Echoes of Beirut is a photography exhibition in Beirut exploring memory, trauma, and resilience, organized by the United Nations Development Programme with UN Women and held at Beit Beirut.
Echoes of Beirut: The memory of a city
Echoes of Beirut is a photography exhibition that examines how memory, trauma, and resilience are woven into Beirut, inviting viewers to reflect on the past while considering what comes next.
Spanning decades of trauma and resilience, from the Lebanese civil war to the August 4 Beirut Port explosion, the exhibition documents how violence, survival, and rebirth have shaped both the city and its people. Through a carefully curated collection of photographs, Echoes of Beirut invites visitors to engage with images of destruction and human stories embedded within Beirut’s urban landscape.
A city told through its spaces
The exhibition’s visual language centers on spaces rather than spectacle: abandoned buildings scarred by bullets, domestic interiors frozen in time, stairwells, windows, and rooftops that have silently absorbed decades of upheaval. These photographs trace memory, how it lingers in architecture and how places become carriers of emotion, loss, and endurance.
One striking image, captured by Fadi Badran, features a colorful stained-glass dome skylight framed by dark stone arches, an image that contrasts fragility with permanence, light with shadow. It is emblematic of the exhibition’s broader message: Beirut’s beauty persists, even when fractured.
Between past and possibility
Organized by the United Nations Development Programme (UNDP) in partnership with UN Women, and funded by the Government of Canada, the exhibition positions photography as a tool for reflection and dialogue. Rather than presenting Beirut as a city trapped in tragedy, Echoes of Beirut creates space to process the past while imagining a more humane future.
In a country where historical narratives are often fragmented or politicized, Echoes of Beirut offers a rare, non-verbal archive, one that transcends sectarian or ideological lines. It preserves memory not through grand narratives, but through quiet, intimate details, allowing viewers to see their own experiences reflected in the city’s surfaces.
Held at Beit Beirut, a former war-scarred building turned museum and cultural space, the exhibition gains added symbolic weight. The venue reinforces the idea that memory, when preserved rather than erased, can become a foundation for understanding and renewal. Echoes of Beirut offers visitors a limited but powerful opportunity to encounter Beirut not only as it was wounded, but as it remembers, survives, and continues to speak.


Task to carry out:
Starting with the line below that holds "The width and" and stopping after the line that holds "What do you see at coordinates (551, 93)", transcribe the lines exactly, leaving out all pictures.

━━ Data

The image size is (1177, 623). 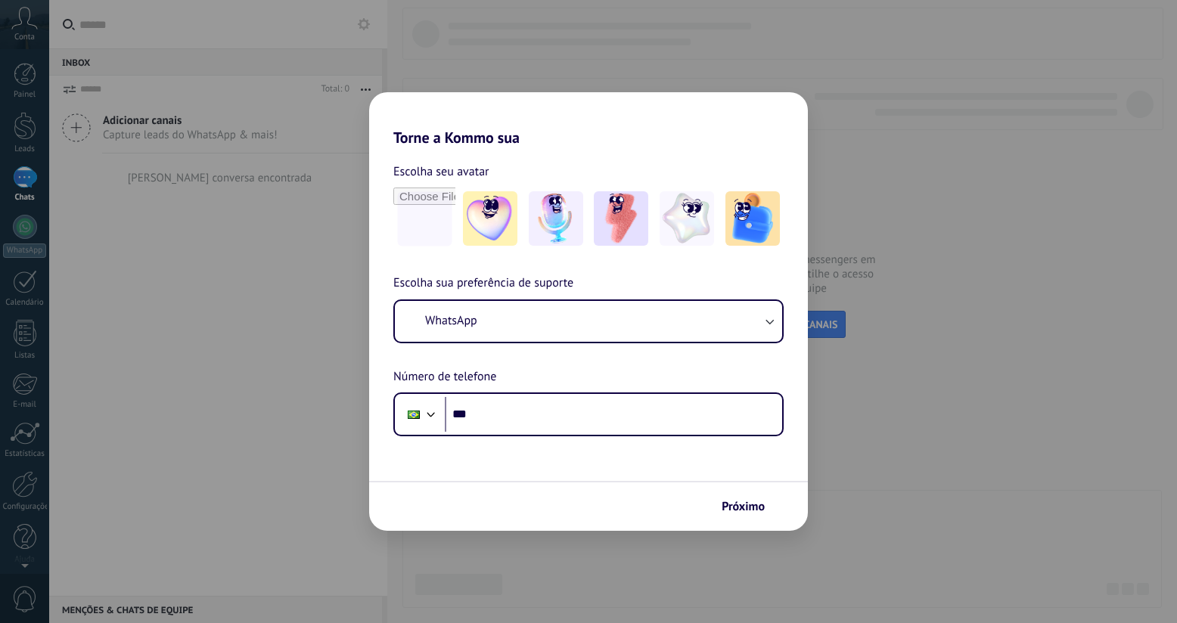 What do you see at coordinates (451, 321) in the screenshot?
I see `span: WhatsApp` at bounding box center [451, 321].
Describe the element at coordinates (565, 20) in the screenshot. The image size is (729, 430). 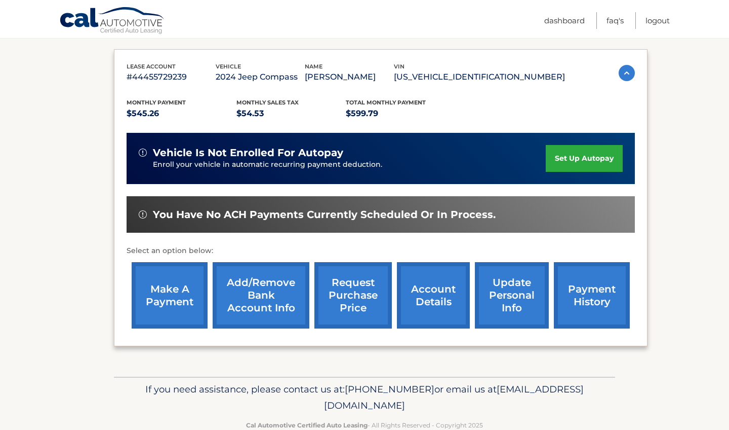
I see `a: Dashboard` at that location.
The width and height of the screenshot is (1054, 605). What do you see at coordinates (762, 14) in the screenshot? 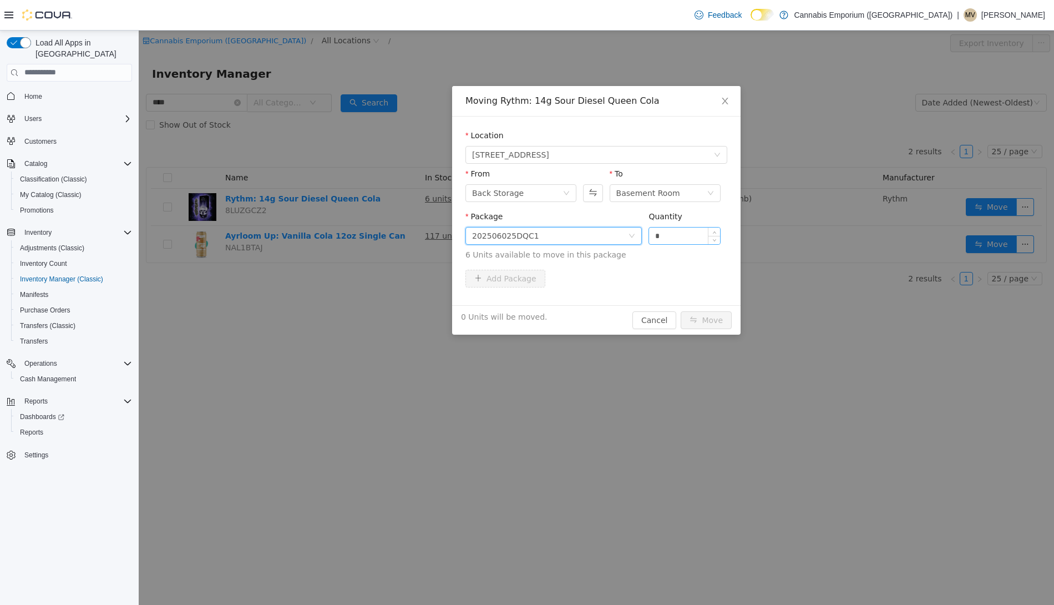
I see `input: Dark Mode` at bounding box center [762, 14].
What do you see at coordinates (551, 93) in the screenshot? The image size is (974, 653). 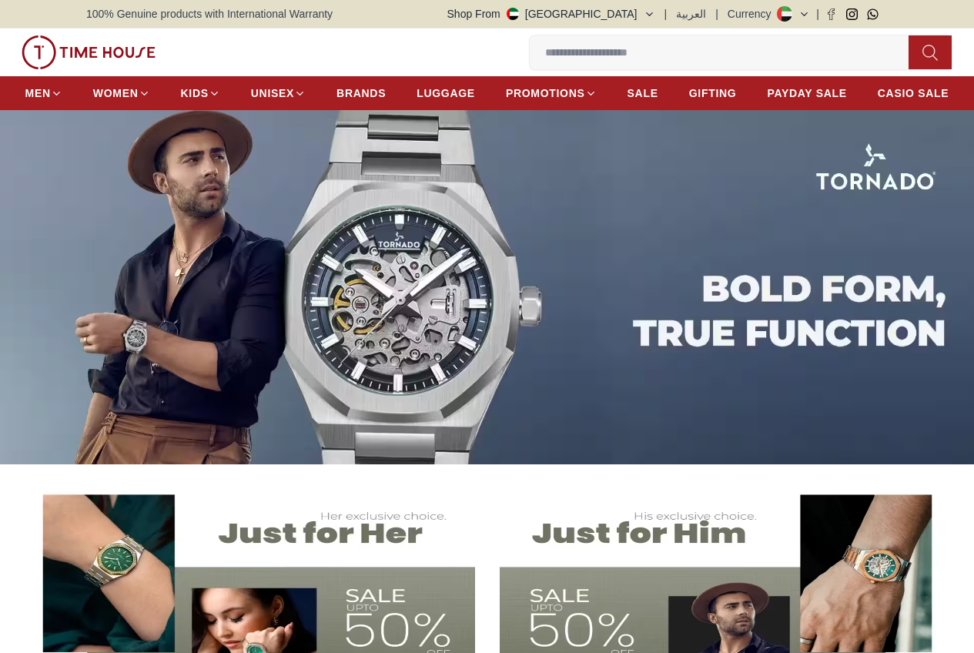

━━━━
━━ Data

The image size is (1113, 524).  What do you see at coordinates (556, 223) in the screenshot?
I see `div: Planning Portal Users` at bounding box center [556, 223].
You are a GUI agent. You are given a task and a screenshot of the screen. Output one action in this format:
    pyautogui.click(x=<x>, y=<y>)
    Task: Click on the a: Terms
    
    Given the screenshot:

━━━━

Answer box:
The width and height of the screenshot is (1054, 605). What do you see at coordinates (762, 14) in the screenshot? 
I see `input: Dark Mode` at bounding box center [762, 14].
What do you see at coordinates (551, 93) in the screenshot? The image size is (974, 653). 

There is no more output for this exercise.